Friday, July 14, 2006

PMWiki

I used to maintain an HTML based web site to keep track of my job related research. I wanted to have a personal portal where I publish the results of my research, my job related reference material, articles and a collection of links for my reference and easy access. However building and maintaining it was time consuming. When it got to the point that the productive time was less than the construction time, I decided to switch to a different technology. I started to look for alternatives. I tried Blogs but their chronological architecture did not fit my purpose. I looked at the Content Management Applications but their heavy footprint and proprietary architecture were not appealing. I wanted a simple, lightweight, and open platform. Than one day I saw an article in the PC Magazine article about Wikis.

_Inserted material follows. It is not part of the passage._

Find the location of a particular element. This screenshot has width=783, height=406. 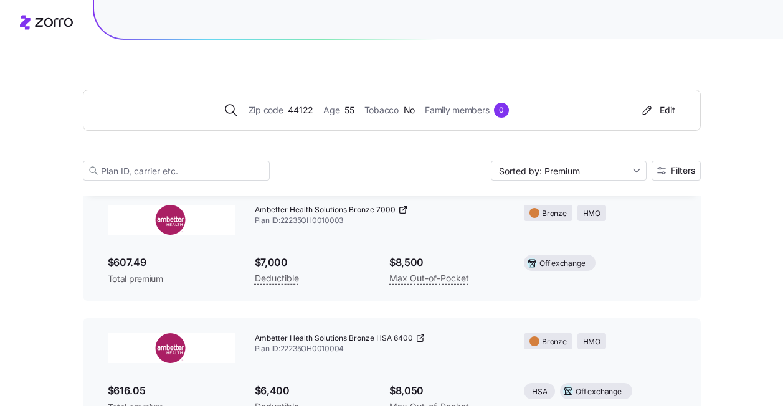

I knew about Wiki as I am a heavy user of Wikipedia. I trust Wikipedia so much that on most occasions, I search items first in Wikipedia then Google it. So I thought of using a wiki engine before but never got to it. The PC Magazine article excited me so I gave it a shot. I just didn't know how easy it would be to install and operate it. I selected PMWiki because of its text based repository, simplicity and small footprint. It requires Apache and PHP but don't worry if you have no experience in either as there are packages that includes Apache, PHP and even MySQL like EasyPHP which is very easy to install. But if you will deploy it to a hosted environment and just want a local test environment, PMWiki actually comes with a tiny web server so you do not need anything. The whole package is less then 8MB with all the documentation which you can delete and It works instantly.
I deployed my company web site on PMWiki and use it like an online notebook from anywhere, building a knowledge portal on matters about IT Architecture. It is not public yet as I need to shape it up a little and sort out the security issues.